Associate Professor of English
Ph.D. and M.A., University of Chicago
B.A., Yale University
007 B Sanborn House
Colleen.G.Boggs@Dartmouth.edu
As a scholar of American Literature, I investigate how language affects our understanding of individuals, nations and species. While most of my work focuses on the nineteenth century, I am also keenly interested in contemporary literary theory, gender and cultural studies.
Because I am a bilingual speaker of English and German, I have always been intrigued by the relationship between multilingualism and national identity. In my book, Transnationalism and American Literature: Literary Translation 1773-1892 (Routledge, 2007), I ask how a work can be or become American absent a unifying mother tongue. Far from being a melting pot in which languages other than English vanish, the United States is now and has historically been an intensely multilingual country. Drawing on historical and contemporary language theory, I argue that the writers who founded American literature (such as Phillis Wheatley, James Fenimore Cooper, Margaret Fuller, Ralph Waldo Emerson, Walt Whitman, Henry Wadsworth Longfellow, Nathaniel Hawthorne and Harriet Beecher Stowe) embraced that multilingualism. They recognized that, to become “American,” a literary work had to be readily available in languages other than English. To circulate their works among the nation’s linguistically different readers, these writers actively promoted literary translation. Because such translation also allowed texts to be exported to other countries, it fulfilled these writers’ desire to create a “world literature” that reached beyond state boundaries. I argue that multilingualism is a hallmark of American literature, which we need to recognize as fundamentally and foundationally transnational.
The book I am currently researching – and for which I received a sabbatical fellowship from the American Philosophical Society, for a year-long leave in 2010 -- recovers the buried history of nineteenth century animal representations on which modern notions of individual and collective subjectivity are based. Animalia Americana: Animal Representation and the Construction of Modern Subjectivity works thematically in that it looks at textual depictions of domesticated animals. But what’s driving this project are theoretical questions regarding the relationship between animals and human beings, especially in regard to embodiment. By embodiment, I mean the social significance of physical attributes such as race and gender, and a range of physical experiences, such as pain, death, diet, growth, and nakedness. While my focus is on individual identity, I also ask how animal representations affect the collective, metaphorical body politic and American national identity. Case studies include Edgar Allan Poe, Emily Dickinson, Frederick Douglass, as well as Presidential pets, and the photos from Abu Ghraib.
“Emily Dickinson’s Animal Pedagogies.” PMLA, March 2009, 533-541.
“Introduction: (Un)Gendering the Transatlantic.” Symbiosis 13 (2), special issue edited by Colleen Glenney Boggs, October, 2009, 93-99.
Transnationalism and American Literature: Literary Translation 1773-1892. New York and London: Routledge, 2007.
“Translation in the United States.” Oxford History of Literary Translation in English:
Volume 4: 1790-1900 (5 vols). Oxford and London: Oxford University Press, 2006:20-33.
“Margaret Fuller’s American Translation.” American Literature 76 (1), March 2004:31-58.
“Specimens of Translation in Walt Whitman’s Poetry.” Arizona Quarterly 58 (3), Autumn 2002: 33-56.
Forthcoming Publications
“Bestialität und Folter.” Wahrheit und Gewalt: Der Diskurs der Folter. Ed. Thomas
Weitin. Stuttgart: Transcript Verlag, December, 2009.
“Rethinking Liberal Subjectivity: The Biopolitics of Animal Autobiography.” Species Matters: Humane Advocacy and Cultural Theory. Eds. Marianne de Koven and Michael Lundblad. Columbia University Press. March 2010.
“Animals and the Formation of Liberal Subjectivity in Nineteenth Century American
Literature.” Oxford Handbook of Nineteenth-Century American Literature. Ed. Russ Castronovo. Oxford: Oxford University Press, 2010.
“American Bestiality: Sex, Animals and the Construction of Subjectivity.”
Cultural Critique, date TBA.
Sabbatical Year Fellowship, American Philosophical Society, 2009-10
Phi Beta Kappa, Yale University, Alpha Chapter, Connecticut
The Classical Tradition (Humanities 1/2), Food and Culture (Writing 5), Representing the Past: Fact and Fiction from “Waverley” to “Titanic”(English 7), Introduction to Literary Theory (English 15), American Poetry (English 40), American Prose (English 41), American Fiction to 1900 (English 42), Of Nags, Bitches and Shrews: Women and Animals in Western Literature (English 62/ WGST 60), Whitman and Dickinson (English 66), The Civil War in American Literature (English 71), Foreign Affairs: The Translation of Cultures in Nineteenth Century American Literature (English 72), Whitman (English 72). I also teach a graduate seminar for the American Studies Summer Institute each year.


◆ To do:
For the records below, output each line exactly as it appears, from the first through the line with "Image resolution: width=1113".

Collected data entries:
[Start of Attachment]
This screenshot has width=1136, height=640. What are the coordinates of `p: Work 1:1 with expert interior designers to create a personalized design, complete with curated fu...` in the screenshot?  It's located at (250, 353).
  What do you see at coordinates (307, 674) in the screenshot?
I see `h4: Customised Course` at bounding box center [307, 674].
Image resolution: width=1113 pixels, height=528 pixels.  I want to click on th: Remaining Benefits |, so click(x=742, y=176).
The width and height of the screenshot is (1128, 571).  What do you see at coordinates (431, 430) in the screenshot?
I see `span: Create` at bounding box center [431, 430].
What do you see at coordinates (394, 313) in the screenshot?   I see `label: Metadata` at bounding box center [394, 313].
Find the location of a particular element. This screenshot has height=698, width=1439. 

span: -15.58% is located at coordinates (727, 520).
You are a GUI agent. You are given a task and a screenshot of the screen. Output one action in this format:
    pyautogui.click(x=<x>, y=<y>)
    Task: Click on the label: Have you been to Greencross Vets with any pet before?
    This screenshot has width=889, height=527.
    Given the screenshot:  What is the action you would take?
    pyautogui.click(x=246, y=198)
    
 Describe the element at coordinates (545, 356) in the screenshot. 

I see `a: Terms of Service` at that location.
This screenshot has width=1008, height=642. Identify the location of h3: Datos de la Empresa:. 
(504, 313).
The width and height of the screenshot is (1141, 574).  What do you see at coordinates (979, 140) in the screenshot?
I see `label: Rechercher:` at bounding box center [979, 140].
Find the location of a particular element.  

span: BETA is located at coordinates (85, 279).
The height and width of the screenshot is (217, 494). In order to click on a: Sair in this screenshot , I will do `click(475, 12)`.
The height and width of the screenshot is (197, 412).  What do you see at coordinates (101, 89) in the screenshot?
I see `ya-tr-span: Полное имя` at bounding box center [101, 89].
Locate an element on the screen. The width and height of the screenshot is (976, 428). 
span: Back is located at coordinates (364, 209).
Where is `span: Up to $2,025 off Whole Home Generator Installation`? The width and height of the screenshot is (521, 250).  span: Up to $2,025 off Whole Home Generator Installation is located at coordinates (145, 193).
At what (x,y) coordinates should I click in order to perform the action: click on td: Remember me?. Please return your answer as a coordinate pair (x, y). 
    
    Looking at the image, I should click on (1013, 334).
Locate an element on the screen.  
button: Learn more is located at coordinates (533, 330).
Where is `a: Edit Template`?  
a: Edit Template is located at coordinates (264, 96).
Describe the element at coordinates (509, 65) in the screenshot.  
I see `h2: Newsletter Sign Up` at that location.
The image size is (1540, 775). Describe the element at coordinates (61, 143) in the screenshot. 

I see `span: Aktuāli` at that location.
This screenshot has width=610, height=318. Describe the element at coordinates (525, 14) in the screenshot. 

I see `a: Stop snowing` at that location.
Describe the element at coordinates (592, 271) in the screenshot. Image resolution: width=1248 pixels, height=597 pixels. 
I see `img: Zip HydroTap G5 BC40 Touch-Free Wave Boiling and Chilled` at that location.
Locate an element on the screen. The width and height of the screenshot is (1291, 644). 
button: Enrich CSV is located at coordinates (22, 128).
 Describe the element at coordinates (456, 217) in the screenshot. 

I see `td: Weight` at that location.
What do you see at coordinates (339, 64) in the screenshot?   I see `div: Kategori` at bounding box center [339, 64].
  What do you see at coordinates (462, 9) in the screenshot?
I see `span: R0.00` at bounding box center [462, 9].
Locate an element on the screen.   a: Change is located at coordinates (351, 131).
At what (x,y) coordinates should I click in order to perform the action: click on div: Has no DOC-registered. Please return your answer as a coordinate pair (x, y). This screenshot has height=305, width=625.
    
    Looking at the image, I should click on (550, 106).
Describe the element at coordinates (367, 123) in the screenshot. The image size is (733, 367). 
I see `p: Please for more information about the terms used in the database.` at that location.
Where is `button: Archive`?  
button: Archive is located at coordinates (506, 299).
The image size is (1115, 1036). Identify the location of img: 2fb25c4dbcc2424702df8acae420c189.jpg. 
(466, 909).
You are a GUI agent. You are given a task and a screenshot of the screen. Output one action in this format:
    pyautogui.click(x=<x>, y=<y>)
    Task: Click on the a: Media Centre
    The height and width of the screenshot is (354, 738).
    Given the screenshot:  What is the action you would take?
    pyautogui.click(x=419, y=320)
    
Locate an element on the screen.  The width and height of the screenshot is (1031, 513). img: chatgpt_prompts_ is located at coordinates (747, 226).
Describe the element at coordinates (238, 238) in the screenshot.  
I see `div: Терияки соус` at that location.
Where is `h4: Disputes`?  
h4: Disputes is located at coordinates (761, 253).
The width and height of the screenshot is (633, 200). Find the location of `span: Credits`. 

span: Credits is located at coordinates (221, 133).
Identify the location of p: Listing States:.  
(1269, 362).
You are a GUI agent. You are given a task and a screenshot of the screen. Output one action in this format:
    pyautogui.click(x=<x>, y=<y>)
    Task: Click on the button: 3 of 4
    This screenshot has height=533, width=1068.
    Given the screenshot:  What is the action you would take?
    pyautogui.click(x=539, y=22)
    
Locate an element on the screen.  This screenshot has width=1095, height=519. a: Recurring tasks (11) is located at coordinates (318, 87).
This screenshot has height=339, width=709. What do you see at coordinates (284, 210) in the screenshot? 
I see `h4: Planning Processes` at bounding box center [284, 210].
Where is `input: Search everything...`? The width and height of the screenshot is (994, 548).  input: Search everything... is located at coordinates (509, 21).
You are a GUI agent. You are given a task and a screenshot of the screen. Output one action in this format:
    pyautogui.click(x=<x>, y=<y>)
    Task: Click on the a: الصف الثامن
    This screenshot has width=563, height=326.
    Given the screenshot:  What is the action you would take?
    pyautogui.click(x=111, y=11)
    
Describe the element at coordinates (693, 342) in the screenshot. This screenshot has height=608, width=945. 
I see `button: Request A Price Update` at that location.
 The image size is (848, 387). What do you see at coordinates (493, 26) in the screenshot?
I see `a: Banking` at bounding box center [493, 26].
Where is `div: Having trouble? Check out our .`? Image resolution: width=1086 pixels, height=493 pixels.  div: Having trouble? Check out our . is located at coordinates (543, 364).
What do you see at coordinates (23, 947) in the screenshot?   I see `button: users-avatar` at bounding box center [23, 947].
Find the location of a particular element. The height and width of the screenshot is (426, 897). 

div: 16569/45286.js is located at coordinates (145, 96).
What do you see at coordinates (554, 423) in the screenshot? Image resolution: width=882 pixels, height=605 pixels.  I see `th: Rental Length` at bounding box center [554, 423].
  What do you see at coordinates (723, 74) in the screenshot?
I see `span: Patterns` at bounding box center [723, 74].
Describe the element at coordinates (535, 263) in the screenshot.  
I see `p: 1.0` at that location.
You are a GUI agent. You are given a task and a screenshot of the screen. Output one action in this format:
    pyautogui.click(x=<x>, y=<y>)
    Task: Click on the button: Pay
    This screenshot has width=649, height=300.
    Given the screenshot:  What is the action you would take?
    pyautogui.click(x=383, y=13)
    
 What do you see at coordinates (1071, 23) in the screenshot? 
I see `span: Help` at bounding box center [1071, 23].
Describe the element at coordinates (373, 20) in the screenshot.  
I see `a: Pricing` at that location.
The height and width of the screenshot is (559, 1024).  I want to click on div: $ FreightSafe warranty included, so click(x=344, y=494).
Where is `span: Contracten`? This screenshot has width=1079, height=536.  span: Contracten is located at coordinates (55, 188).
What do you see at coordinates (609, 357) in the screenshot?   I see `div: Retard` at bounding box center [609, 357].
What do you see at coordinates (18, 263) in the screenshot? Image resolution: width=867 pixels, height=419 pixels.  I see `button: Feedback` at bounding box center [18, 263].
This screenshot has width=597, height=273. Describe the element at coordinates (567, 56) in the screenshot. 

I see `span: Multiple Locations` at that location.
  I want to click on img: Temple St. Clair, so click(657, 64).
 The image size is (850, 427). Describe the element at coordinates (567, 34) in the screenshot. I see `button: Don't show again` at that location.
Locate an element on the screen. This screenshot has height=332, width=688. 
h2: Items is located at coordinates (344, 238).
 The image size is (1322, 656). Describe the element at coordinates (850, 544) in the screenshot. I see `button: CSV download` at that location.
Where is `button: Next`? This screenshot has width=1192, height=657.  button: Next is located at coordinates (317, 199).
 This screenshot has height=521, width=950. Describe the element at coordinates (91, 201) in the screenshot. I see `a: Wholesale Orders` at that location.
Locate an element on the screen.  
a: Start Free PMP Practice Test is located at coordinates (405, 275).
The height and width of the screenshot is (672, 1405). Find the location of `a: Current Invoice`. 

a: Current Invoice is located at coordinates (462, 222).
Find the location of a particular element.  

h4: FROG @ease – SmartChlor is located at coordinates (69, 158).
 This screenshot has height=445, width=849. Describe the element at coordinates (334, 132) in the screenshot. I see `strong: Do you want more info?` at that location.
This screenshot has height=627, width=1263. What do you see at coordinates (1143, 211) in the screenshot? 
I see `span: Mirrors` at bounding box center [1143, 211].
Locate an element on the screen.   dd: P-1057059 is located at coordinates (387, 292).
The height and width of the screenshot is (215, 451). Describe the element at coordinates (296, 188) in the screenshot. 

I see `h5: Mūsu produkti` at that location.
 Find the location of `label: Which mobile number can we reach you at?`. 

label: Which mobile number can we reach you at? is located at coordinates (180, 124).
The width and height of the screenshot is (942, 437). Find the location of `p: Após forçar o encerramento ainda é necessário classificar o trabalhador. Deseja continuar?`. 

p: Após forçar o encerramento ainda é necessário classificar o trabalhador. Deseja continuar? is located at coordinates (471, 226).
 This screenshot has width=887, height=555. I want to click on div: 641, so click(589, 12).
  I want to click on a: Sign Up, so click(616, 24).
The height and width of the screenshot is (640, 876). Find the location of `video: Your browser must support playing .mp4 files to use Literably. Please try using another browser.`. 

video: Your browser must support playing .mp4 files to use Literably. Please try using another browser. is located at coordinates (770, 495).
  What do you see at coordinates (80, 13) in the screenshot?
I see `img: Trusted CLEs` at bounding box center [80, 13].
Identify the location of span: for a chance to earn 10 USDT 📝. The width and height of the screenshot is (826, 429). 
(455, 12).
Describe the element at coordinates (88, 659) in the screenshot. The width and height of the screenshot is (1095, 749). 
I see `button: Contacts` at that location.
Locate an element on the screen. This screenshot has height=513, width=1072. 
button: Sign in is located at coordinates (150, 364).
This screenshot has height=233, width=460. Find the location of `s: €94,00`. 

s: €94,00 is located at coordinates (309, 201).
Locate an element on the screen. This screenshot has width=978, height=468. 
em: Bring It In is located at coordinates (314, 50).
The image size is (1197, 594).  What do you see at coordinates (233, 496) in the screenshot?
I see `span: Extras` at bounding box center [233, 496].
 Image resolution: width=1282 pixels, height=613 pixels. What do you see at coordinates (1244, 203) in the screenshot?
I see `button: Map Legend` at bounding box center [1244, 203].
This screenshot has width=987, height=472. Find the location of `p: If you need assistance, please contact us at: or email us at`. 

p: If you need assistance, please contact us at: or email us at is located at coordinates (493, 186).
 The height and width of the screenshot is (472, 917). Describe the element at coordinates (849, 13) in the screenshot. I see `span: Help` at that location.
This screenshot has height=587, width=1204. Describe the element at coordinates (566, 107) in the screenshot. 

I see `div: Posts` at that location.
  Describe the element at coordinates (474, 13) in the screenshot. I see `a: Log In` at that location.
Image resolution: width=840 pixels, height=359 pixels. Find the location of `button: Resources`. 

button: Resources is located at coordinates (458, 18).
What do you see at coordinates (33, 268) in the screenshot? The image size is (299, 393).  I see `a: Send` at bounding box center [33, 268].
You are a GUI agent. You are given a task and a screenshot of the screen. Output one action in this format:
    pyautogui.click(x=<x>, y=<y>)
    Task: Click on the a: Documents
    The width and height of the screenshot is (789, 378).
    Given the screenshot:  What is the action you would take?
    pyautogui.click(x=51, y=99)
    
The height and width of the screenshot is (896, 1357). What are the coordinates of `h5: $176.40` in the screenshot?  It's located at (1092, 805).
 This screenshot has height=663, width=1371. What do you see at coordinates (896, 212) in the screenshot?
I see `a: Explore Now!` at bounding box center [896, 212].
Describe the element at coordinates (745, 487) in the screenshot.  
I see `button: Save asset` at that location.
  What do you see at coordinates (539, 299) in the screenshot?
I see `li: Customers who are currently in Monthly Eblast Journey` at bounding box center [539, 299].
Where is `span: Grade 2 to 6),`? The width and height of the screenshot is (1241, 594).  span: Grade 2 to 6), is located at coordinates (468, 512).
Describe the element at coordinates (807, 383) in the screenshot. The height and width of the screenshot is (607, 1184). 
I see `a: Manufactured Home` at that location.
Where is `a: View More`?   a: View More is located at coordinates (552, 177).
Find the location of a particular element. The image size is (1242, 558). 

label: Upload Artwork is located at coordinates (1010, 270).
[End of Attachment]
◆ Response:
This screenshot has width=1136, height=640. What are the coordinates of `p: Work 1:1 with expert interior designers to create a personalized design, complete with curated fu...` in the screenshot?  It's located at (250, 353).
  What do you see at coordinates (307, 674) in the screenshot?
I see `h4: Customised Course` at bounding box center [307, 674].
Image resolution: width=1113 pixels, height=528 pixels.  I want to click on th: Remaining Benefits |, so click(x=742, y=176).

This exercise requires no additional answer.